Seyfarth Shaw grew revenue about 3% in 2023 despite a decline in transaction activity and plans growth through new practices, locations and artificial intelligence applications.
The firm’s profits per equity partner also increased in 2023, though by a lower percentage than revenue as the firm grew its ranks, said Lorie Almon, the firm’s chair and managing partner, in an interview. Seyfarth added 22 partners in the last 13 months, she said.
The additions are “giving us strength and depth in particular industries, particular geographies,” Almon said. “In the long run, we think that’s great for our clients and great for our partnership.”
Seyfarth, founded in Chicago in 1945 and originally focused on labor and employment law, has expanded into litigation, real estate, and transactional work, among other areas. The firm in September opened its 18th office globally in Dallas with a team of real estate lawyers and litigators from Bryan Cave Leighton Paisner.
The 931-lawyer firm brought in $855.9 million in revenue in 2022, according to figures reported by the American Lawyer. New York-based Almon, who took over as Seyfarth’s chair in late 2023, is the firm’s first female leader in its 77-year history.
Growth has been on the Chicago-founded firm’s agenda. Seyfarth launched a restructuring and insolvency group last month with a pair of partners from Bryan Cave.
Earlier this week, it added Gary Friedman, the former head of Weil Gotshal & Manges’ employment litigation group, to launch a new cross-practice advisory group that sits at the nexus of labor and employment law and complex commercial litigation.
A large-scale merger isn’t on the table for Seyfarth, but the firm is intent upon growing through partner and team additions, Almon said. It is also eyeing Florida as another place for growth given the relocation of financial companies to the Sunshine state. London, which has recently seen a number of high-profile lateral hires among Big Law firms, is also a key target for the firm.
Back stateside, the firm—like its Big Law peers—has had to determine where it lands on associate compensation after another round of increases by Milbank and Cravath Swaine & Moore sees top law firms paying between $215,000 for first-years to $435,000 for senior associates.
Seyfarth did not outright match the Milbank and Cravath salary raises, Almon said. The firm instead opted for $20,000 raises this week for all associates with no changes to its billable hours requirement.
“We’re not a firm that has the rate structure of a Milbank,” Almon said. “What we’re trying to do with our compensation is thread the needle perfectly between attracting and maintaining the top talent and having rates that are fair to our clients in the areas where we practice,” she said.
Labor in ‘Boardroom’
Seyfarth’s labor and employment practices have thrived over the last year and will likely continue into 2024 thanks to union activity, Almon said.
“Labor and employment has maybe moved from being exclusively the domain of HR personnel to being a boardroom issue,” she said. “That ability to navigate sophisticated complex, high level, labor and employment issues is going to be a really important part of any labor and employment practice right now.”
Corporations are also having to contend with the advent of generative AI and are already seeking advice on how to manage it, Almon said.
The generative AI market is poised to explode from $40 billion in 2022 to $1.3 trillion over the next decade thanks to the influx of consumer generative AI programs like OpenAI’s ChatGPT and Google’s Bard, according to Bloomberg Intelligence.
For Seyfarth, this presents opportunities both on the client end as well as within the law firm itself to leverage its long-standing knowledge in the space. About 12 years ago, the firm created Seyfarth Labs, a team of programmers and engineers with legal backgrounds that have been helping the firm think about and understand AI, Almon said.
“Our intention is not to sit back and wait, it’s to absolutely be at the forefront,” she said.
AI Navigation
The firm is already helping clients in navigating AI, particularly in the employment space, but also in real estate around tenancy and leases, Almon said.
Friedman, the firm’s most recent addition from Weil Gotshal, testified before the Equal Employment Opportunity Commission last month on how to navigate employment discrimination in AI.
On the law firm side, Almon said the firm is thinking about ways to use AI that would enhance quality and efficiency to make sure attorneys are delivering the best possible work.
“We want to attract and develop and retain the best possible legal talent and teach them to be practical and bright and deeply knowledgeable about their industry,” Almon said. “But we want to use innovation in AI to ensure everything we’re doing is the highest quality, that we’re not taking time that doesn’t need to be taken by a human being.”
That might mean taking advantage of AI’s ability to pull knowledge from a mass of databases and put it into clients’ hands or looking at trends, statistics and analytics and having that inform decisions, she said.
“A human being can’t possibly digest as much information as AI so if you pair the human and the AI’s ability to synthesize enormous amounts of data, I think you’re going to give your client a better product,” Almon said.
But that change isn’t going to happen overnight.
“It’s going to transform our industry and what we do, I really do, not today, but maybe two years from now,” Almon said.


Output every record exactly, and nothing more.

- - -

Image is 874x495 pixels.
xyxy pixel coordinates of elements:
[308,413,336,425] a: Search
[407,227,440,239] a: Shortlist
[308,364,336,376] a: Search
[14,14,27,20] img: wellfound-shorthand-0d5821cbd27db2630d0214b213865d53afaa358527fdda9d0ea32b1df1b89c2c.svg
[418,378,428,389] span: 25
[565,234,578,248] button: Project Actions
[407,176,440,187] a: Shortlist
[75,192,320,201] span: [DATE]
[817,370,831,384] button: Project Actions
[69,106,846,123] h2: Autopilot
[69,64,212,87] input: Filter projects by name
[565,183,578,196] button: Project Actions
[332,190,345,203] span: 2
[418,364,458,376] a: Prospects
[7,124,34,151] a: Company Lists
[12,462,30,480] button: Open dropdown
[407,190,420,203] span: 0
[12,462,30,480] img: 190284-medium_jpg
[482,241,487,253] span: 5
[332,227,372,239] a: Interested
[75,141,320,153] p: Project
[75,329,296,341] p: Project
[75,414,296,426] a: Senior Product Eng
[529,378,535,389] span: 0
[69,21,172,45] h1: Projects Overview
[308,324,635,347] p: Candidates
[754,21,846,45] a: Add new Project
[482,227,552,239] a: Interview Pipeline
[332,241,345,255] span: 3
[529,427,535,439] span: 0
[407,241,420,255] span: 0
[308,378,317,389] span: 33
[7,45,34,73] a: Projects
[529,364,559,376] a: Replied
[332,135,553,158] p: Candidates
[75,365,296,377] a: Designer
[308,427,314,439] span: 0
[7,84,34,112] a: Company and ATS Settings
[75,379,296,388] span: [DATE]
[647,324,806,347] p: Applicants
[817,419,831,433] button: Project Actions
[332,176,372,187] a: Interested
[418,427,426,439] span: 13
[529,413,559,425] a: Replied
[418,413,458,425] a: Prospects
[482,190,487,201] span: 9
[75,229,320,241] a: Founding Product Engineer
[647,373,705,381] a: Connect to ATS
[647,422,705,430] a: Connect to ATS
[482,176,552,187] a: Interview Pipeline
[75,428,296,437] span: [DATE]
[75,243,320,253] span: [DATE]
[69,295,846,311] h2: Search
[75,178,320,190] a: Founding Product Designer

- - -

■ Exercise response ■
Image is 874x495 pixels.
xyxy pixel coordinates of elements:
[308,413,336,425] a: Search
[407,227,440,239] a: Shortlist
[308,364,336,376] a: Search
[14,14,27,20] img: wellfound-shorthand-0d5821cbd27db2630d0214b213865d53afaa358527fdda9d0ea32b1df1b89c2c.svg
[418,378,428,389] span: 25
[565,234,578,248] button: Project Actions
[407,176,440,187] a: Shortlist
[75,192,320,201] span: [DATE]
[817,370,831,384] button: Project Actions
[69,106,846,123] h2: Autopilot
[69,64,212,87] input: Filter projects by name
[565,183,578,196] button: Project Actions
[332,190,345,203] span: 2
[418,364,458,376] a: Prospects
[7,124,34,151] a: Company Lists
[12,462,30,480] button: Open dropdown
[407,190,420,203] span: 0
[12,462,30,480] img: 190284-medium_jpg
[482,241,487,253] span: 5
[332,227,372,239] a: Interested
[75,141,320,153] p: Project
[75,329,296,341] p: Project
[75,414,296,426] a: Senior Product Eng
[529,378,535,389] span: 0
[69,21,172,45] h1: Projects Overview
[308,324,635,347] p: Candidates
[754,21,846,45] a: Add new Project
[482,227,552,239] a: Interview Pipeline
[332,241,345,255] span: 3
[529,427,535,439] span: 0
[407,241,420,255] span: 0
[308,378,317,389] span: 33
[7,45,34,73] a: Projects
[529,364,559,376] a: Replied
[332,135,553,158] p: Candidates
[75,365,296,377] a: Designer
[308,427,314,439] span: 0
[7,84,34,112] a: Company and ATS Settings
[75,379,296,388] span: [DATE]
[647,324,806,347] p: Applicants
[817,419,831,433] button: Project Actions
[332,176,372,187] a: Interested
[418,427,426,439] span: 13
[529,413,559,425] a: Replied
[418,413,458,425] a: Prospects
[482,190,487,201] span: 9
[75,229,320,241] a: Founding Product Engineer
[647,373,705,381] a: Connect to ATS
[647,422,705,430] a: Connect to ATS
[482,176,552,187] a: Interview Pipeline
[75,428,296,437] span: [DATE]
[75,243,320,253] span: [DATE]
[69,295,846,311] h2: Search
[75,178,320,190] a: Founding Product Designer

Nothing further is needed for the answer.